Thanks for the update.
I already figured that this was a foregone conclusion. The 1% will insert itself in the process and rip off as much as possible. Then the corp-owned propoganda wurlitizer will chime in about the lazy moochers who were too cheap (or whatever) to pay for BigIns or whatever and how ALL the lazy 99% moochers are trying to rip off the system…. cue photos of minorities… blah blah blah…
And Tea Partiers everywhere will call for further destruction of FEMA.
Lather, rinse, repeat…
These people have no grasp on reality. Will the banks end up with hundreds of properties that are basically tear downs. I don’t understand what 90 days gets the owner of a home like the ones I see from the disaster footage. Some of these homes were underwater in actuality that are underwater loan/value.
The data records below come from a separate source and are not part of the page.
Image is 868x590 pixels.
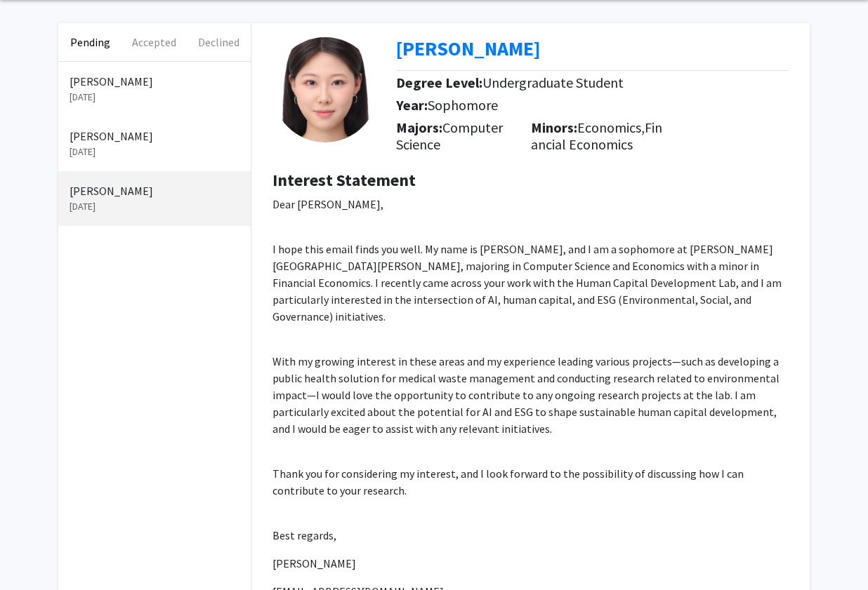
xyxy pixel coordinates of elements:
b: Minors: [530,119,577,136]
p: I hope this email finds you well. My name is [PERSON_NAME], and I am a sophomore at [PERSON_NAME]... [272,241,789,324]
b: Degree Level: [396,74,482,91]
p: [PERSON_NAME] [69,183,239,199]
span: Sophomore [427,96,498,113]
span: Computer Science [396,119,503,153]
p: [PERSON_NAME] [69,127,239,145]
p: [DATE] [69,199,239,214]
p: Thank you for considering my interest, and I look forward to the possibility of discussing how I ... [272,466,789,499]
p: Best regards, [272,526,789,544]
iframe: Chat [10,526,60,580]
p: [DATE] [69,89,239,104]
button: Pending [58,23,122,61]
b: Interest Statement [272,169,415,191]
b: [PERSON_NAME] [396,36,540,61]
button: Accepted [122,23,186,61]
b: Year: [396,96,427,113]
span: Undergraduate Student [482,74,624,91]
img: Profile Picture [272,37,377,142]
a: Opens in a new tab [396,36,540,61]
button: Declined [186,23,251,61]
span: Economics, [577,119,645,136]
p: [DATE] [69,145,239,159]
b: Majors: [396,119,442,136]
p: [PERSON_NAME] [69,73,239,89]
span: Financial Economics [530,119,662,153]
p: [PERSON_NAME] [272,555,789,572]
p: With my growing interest in these areas and my experience leading various projects—such as develo... [272,353,789,437]
p: Dear [PERSON_NAME], [272,195,789,213]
I can’t speak to any GSE other than Freddie Mac, but the servicers don’t have to do anything Freddie tells the rest of us that they want done for their loans/customers, so it’s entirely possible (and likely to be highly probable) that there won’t be much relief to be had once the spotlight turns away to the next crisis.
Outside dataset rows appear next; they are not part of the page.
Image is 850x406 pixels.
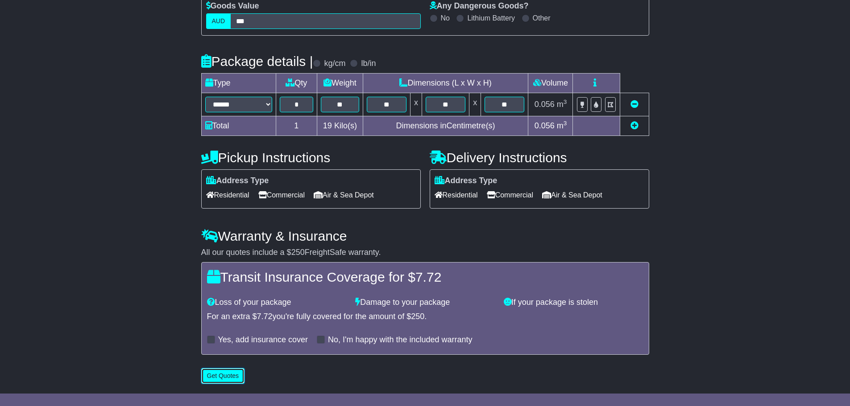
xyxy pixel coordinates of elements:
[542,188,602,202] span: Air & Sea Depot
[487,188,533,202] span: Commercial
[203,298,351,308] div: Loss of your package
[317,74,363,93] td: Weight
[201,248,649,258] div: All our quotes include a $ FreightSafe warranty.
[276,74,317,93] td: Qty
[557,121,567,130] span: m
[430,1,529,11] label: Any Dangerous Goods?
[361,59,376,69] label: lb/in
[201,229,649,244] h4: Warranty & Insurance
[415,270,441,285] span: 7.72
[206,188,249,202] span: Residential
[557,100,567,109] span: m
[434,188,478,202] span: Residential
[201,74,276,93] td: Type
[201,150,421,165] h4: Pickup Instructions
[467,14,515,22] label: Lithium Battery
[201,116,276,136] td: Total
[430,150,649,165] h4: Delivery Instructions
[201,368,245,384] button: Get Quotes
[218,335,308,345] label: Yes, add insurance cover
[411,312,424,321] span: 250
[434,176,497,186] label: Address Type
[207,312,643,322] div: For an extra $ you're fully covered for the amount of $ .
[563,120,567,127] sup: 3
[323,121,332,130] span: 19
[206,176,269,186] label: Address Type
[363,74,528,93] td: Dimensions (L x W x H)
[291,248,305,257] span: 250
[201,54,313,69] h4: Package details |
[528,74,573,93] td: Volume
[276,116,317,136] td: 1
[314,188,374,202] span: Air & Sea Depot
[410,93,422,116] td: x
[206,1,259,11] label: Goods Value
[441,14,450,22] label: No
[534,100,554,109] span: 0.056
[258,188,305,202] span: Commercial
[630,100,638,109] a: Remove this item
[351,298,499,308] div: Damage to your package
[257,312,273,321] span: 7.72
[469,93,481,116] td: x
[324,59,345,69] label: kg/cm
[206,13,231,29] label: AUD
[499,298,648,308] div: If your package is stolen
[328,335,472,345] label: No, I'm happy with the included warranty
[207,270,643,285] h4: Transit Insurance Coverage for $
[363,116,528,136] td: Dimensions in Centimetre(s)
[630,121,638,130] a: Add new item
[534,121,554,130] span: 0.056
[563,99,567,105] sup: 3
[533,14,550,22] label: Other
[317,116,363,136] td: Kilo(s)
New Jersey also has mandatory mediation in foreclosure cases.
It’s pointless. I sat in a mediation once and heard the banks lawyer talk about the new monthly payment. I asked him what number he was using for principal and what for interest. He didn’t know. In front of the mediator he called the servicer
to find out. (yes, if you are representing wells fargo, instead of being one of it’s victims, you can get through easily, no voicejail to plod through). He put his Blackberry on speaker in the center of the conference table. He asked someone to get those figures. An exasperated voice came out of the speaker: “I have no idea. If the borrower takes the deal we will figure it out later”.